Cultivating Flora

Tips For Conserving Water With Missouri Hardscaping

Missouri homeowners and landscape professionals can use hardscaping to reduce water use, manage stormwater, and create resilient outdoor spaces. Hardscaping does not need to mean more runoff and higher water bills. With smart design, material choices, and implementation, patios, driveways, walkways, retaining walls, and roof-to-stored-water systems can work together to conserve water, recharge soils, and support native plants adapted to Missouri climates.
This article explains practical, field-tested strategies for Missouri conditions, including soil and rainfall realities, specifics for permeable surfaces, rain capture and reuse, grading and drainage, plant choices that reduce irrigation needs, maintenance practices that protect infiltration, and simple calculations you can use to size capture systems. Concrete takeaways and checklists are included so you can apply the ideas to projects of any scale.

Understand Missouri climate, soils, and hydrology

Missouri sits in a transition zone between humid continental and humid subtropical climates. Annual rainfall typically ranges from about 35 to 45 inches depending on region, and storms can be concentrated during spring and summer. Freezing winters and periodic heavy rains affect material selection and freeze-thaw performance.
Soil types vary across the state. Much of northern and central Missouri has clayey soils with slower infiltration. Southern Missouri includes more loess and rocky soils, often with better percolation in upland areas. Before finalizing a hardscape plan, test infiltration and soil texture in the project area.
Key practical points:

Design principles for water-conserving hardscapes

Good water-conserving design starts with these core principles:

Practical takeaways:

Permeable paving options and details

Permeable paving lets water pass through or between units and into a stone reservoir beneath. For Missouri, where freeze-thaw cycles and variable soils exist, select systems and installation methods that compensate for local conditions.
Common options:

Installation details that matter:

Rain capture and reuse: sizing and placement

Capturing roof runoff is one of the highest-payoff strategies in Missouri because roofs collect a large, clean source of water. Use rain barrels, above-ground tanks, or buried cisterns.
Simple sizing formula:

Use a runoff coefficient to adjust for losses; for most pitched roofs use 0.9.
Example:

Sizing practicalities:

Rain gardens and bioswales: capture and infiltration on-site

A rain garden or bioswale receives run-off from roofs, driveways, or patios, holds it temporarily, and allows infiltration into soil. They are effective in Missouri for both stormwater control and plant support.
Design guidance:

Plant recommendations for Missouri rain gardens:

Practical tips:

Grading, drainage, and hardscape layout

Proper grading is essential to protect structures and to channel water where it does the most good.
Key specifications:

Retaining wall and terrace considerations:

Irrigation, plant choices, and reducing turf

Hardscaping can reduce turf area and replace high-water lawns with low-water alternatives.
Strategies:

Low-water plant palette:

Materials, durability, and maintenance for lasting performance

Selecting durable materials and committing to regular maintenance preserves infiltration capacity and system function.
Maintenance checklist:

Avoid common pitfalls:

Calculations and quick rules of thumb

Here are simple formulas and rules you can use on-site.
Rain capture formula:

  1. Gallons per inch per 1,000 sq ft = 623 gallons.
  2. To estimate capture: gallons = roof area (sq ft) x inches rainfall x 0.623 x runoff coefficient.

Runoff coefficient examples:

Sizing a small rain garden:

Example:

Implementation checklist and final takeaways

Missouri offers a climate where thoughtful hardscaping can dramatically reduce water consumption, limit stormwater runoff, and support thriving landscapes with less irrigation. By applying the design principles and practical steps above, you can create durable, attractive outdoor spaces that conserve water, recharge soils, and reduce maintenance over time.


> Problem details
Copy the listing exactly, images excluded.

> Dataset entries
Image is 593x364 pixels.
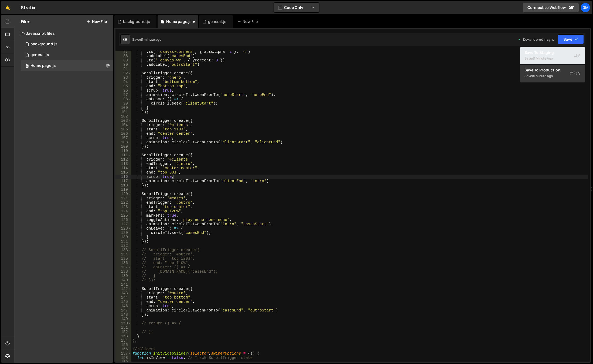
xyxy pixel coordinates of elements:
div: 88 [116,54,131,58]
div: 152 [116,330,131,334]
h2: Files [21,19,31,25]
div: 16575/45802.js [21,50,113,60]
div: 1 minute ago [534,74,553,78]
div: background.js [123,19,150,24]
div: 91 [116,67,131,71]
div: 138 [116,270,131,274]
div: 130 [116,235,131,240]
span: S [574,53,581,59]
div: 89 [116,58,131,63]
div: 113 [116,162,131,166]
a: Connect to Webflow [523,3,579,12]
button: Code Only [274,3,319,12]
div: 97 [116,93,131,97]
div: 140 [116,278,131,283]
div: Dev and prod in sync [518,37,554,42]
div: Saved [524,73,581,79]
div: 135 [116,257,131,261]
div: 90 [116,63,131,67]
div: general.js [31,53,49,57]
div: 16575/45977.js [21,60,113,71]
div: Javascript files [14,28,113,39]
div: 95 [116,84,131,89]
div: 107 [116,136,131,140]
div: 115 [116,171,131,175]
div: 132 [116,244,131,248]
span: S [570,71,581,76]
div: 155 [116,343,131,348]
div: 109 [116,145,131,149]
div: 145 [116,300,131,304]
div: Save to Staging [524,50,581,55]
button: Save to ProductionS Saved1 minute ago [520,64,585,82]
div: 154 [116,339,131,343]
button: Save to StagingS Saved1 minute ago [520,47,585,64]
div: 121 [116,196,131,200]
div: Saved [132,37,161,42]
div: 133 [116,248,131,253]
div: 147 [116,308,131,313]
div: 103 [116,118,131,123]
div: 139 [116,274,131,278]
div: 131 [116,240,131,244]
div: 102 [116,114,131,118]
div: 127 [116,222,131,226]
div: general.js [208,19,226,24]
div: 142 [116,287,131,291]
div: background.js [31,42,57,47]
div: 99 [116,101,131,106]
div: 92 [116,71,131,76]
div: 136 [116,261,131,266]
div: 125 [116,213,131,218]
div: 153 [116,334,131,339]
div: 98 [116,97,131,101]
button: Save [558,35,584,44]
div: 110 [116,149,131,153]
span: 0 [25,64,29,69]
div: 150 [116,321,131,326]
div: 87 [116,50,131,54]
div: 143 [116,291,131,295]
div: 16575/45066.js [21,39,113,50]
a: Dm [581,3,591,12]
button: New File [87,19,107,23]
div: 114 [116,166,131,171]
div: 124 [116,209,131,213]
div: 101 [116,110,131,114]
div: 120 [116,192,131,196]
div: 149 [116,317,131,321]
div: 119 [116,188,131,192]
div: 156 [116,348,131,352]
div: 118 [116,183,131,188]
div: Home page.js [31,63,56,68]
div: 96 [116,89,131,93]
div: 1 minute ago [534,56,553,61]
div: 123 [116,205,131,209]
div: 1 minute ago [142,37,161,42]
div: 108 [116,140,131,145]
div: 158 [116,356,131,360]
div: 148 [116,313,131,317]
div: 126 [116,218,131,222]
div: 106 [116,131,131,136]
div: Saved [524,55,581,62]
div: Code Only [520,47,585,83]
div: 112 [116,158,131,162]
div: 117 [116,179,131,183]
div: 157 [116,352,131,356]
div: 93 [116,76,131,80]
div: 116 [116,175,131,179]
div: 104 [116,123,131,127]
div: 122 [116,200,131,205]
div: 144 [116,295,131,300]
div: 94 [116,80,131,84]
div: 137 [116,266,131,270]
div: New File [237,19,260,24]
div: 111 [116,153,131,158]
div: 134 [116,253,131,257]
div: 129 [116,231,131,235]
div: 146 [116,304,131,308]
div: 141 [116,283,131,287]
div: 151 [116,326,131,330]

> Your solution
Image is 593x364 pixels.
xyxy pixel coordinates of elements:
div: 88 [116,54,131,58]
div: 152 [116,330,131,334]
h2: Files [21,19,31,25]
div: 16575/45802.js [21,50,113,60]
div: 1 minute ago [534,74,553,78]
div: background.js [123,19,150,24]
div: 91 [116,67,131,71]
div: 138 [116,270,131,274]
div: 130 [116,235,131,240]
span: S [574,53,581,59]
div: 89 [116,58,131,63]
div: 113 [116,162,131,166]
a: Connect to Webflow [523,3,579,12]
button: Code Only [274,3,319,12]
div: 97 [116,93,131,97]
div: 140 [116,278,131,283]
div: Dev and prod in sync [518,37,554,42]
div: Saved [524,73,581,79]
div: 135 [116,257,131,261]
div: 90 [116,63,131,67]
div: general.js [31,53,49,57]
div: 16575/45977.js [21,60,113,71]
div: Javascript files [14,28,113,39]
div: 95 [116,84,131,89]
div: 107 [116,136,131,140]
div: 115 [116,171,131,175]
div: 132 [116,244,131,248]
span: S [570,71,581,76]
div: 155 [116,343,131,348]
div: 109 [116,145,131,149]
div: 145 [116,300,131,304]
div: Save to Staging [524,50,581,55]
button: Save to ProductionS Saved1 minute ago [520,64,585,82]
div: 154 [116,339,131,343]
button: Save to StagingS Saved1 minute ago [520,47,585,64]
div: 121 [116,196,131,200]
div: Saved [132,37,161,42]
div: 133 [116,248,131,253]
div: 147 [116,308,131,313]
div: 103 [116,118,131,123]
div: 139 [116,274,131,278]
div: 131 [116,240,131,244]
div: 102 [116,114,131,118]
div: 127 [116,222,131,226]
div: general.js [208,19,226,24]
div: 142 [116,287,131,291]
div: background.js [31,42,57,47]
div: 99 [116,101,131,106]
div: 92 [116,71,131,76]
div: 136 [116,261,131,266]
div: 125 [116,213,131,218]
div: 153 [116,334,131,339]
div: 98 [116,97,131,101]
button: Save [558,35,584,44]
div: 110 [116,149,131,153]
span: 0 [25,64,29,69]
div: 150 [116,321,131,326]
div: 87 [116,50,131,54]
div: 143 [116,291,131,295]
div: 16575/45066.js [21,39,113,50]
a: Dm [581,3,591,12]
button: New File [87,19,107,23]
div: 114 [116,166,131,171]
div: 124 [116,209,131,213]
div: 101 [116,110,131,114]
div: 120 [116,192,131,196]
div: 149 [116,317,131,321]
div: 119 [116,188,131,192]
div: 156 [116,348,131,352]
div: 118 [116,183,131,188]
div: Home page.js [31,63,56,68]
div: 96 [116,89,131,93]
div: 1 minute ago [534,56,553,61]
div: 123 [116,205,131,209]
div: 1 minute ago [142,37,161,42]
div: 108 [116,140,131,145]
div: 158 [116,356,131,360]
div: 148 [116,313,131,317]
div: 126 [116,218,131,222]
div: 106 [116,131,131,136]
div: Saved [524,55,581,62]
div: Code Only [520,47,585,83]
div: 112 [116,158,131,162]
div: 117 [116,179,131,183]
div: 157 [116,352,131,356]
div: 93 [116,76,131,80]
div: 116 [116,175,131,179]
div: 104 [116,123,131,127]
div: 122 [116,200,131,205]
div: 144 [116,295,131,300]
div: 94 [116,80,131,84]
div: 137 [116,266,131,270]
div: New File [237,19,260,24]
div: 111 [116,153,131,158]
div: 134 [116,253,131,257]
div: 129 [116,231,131,235]
div: 146 [116,304,131,308]
div: 141 [116,283,131,287]
div: 151 [116,326,131,330]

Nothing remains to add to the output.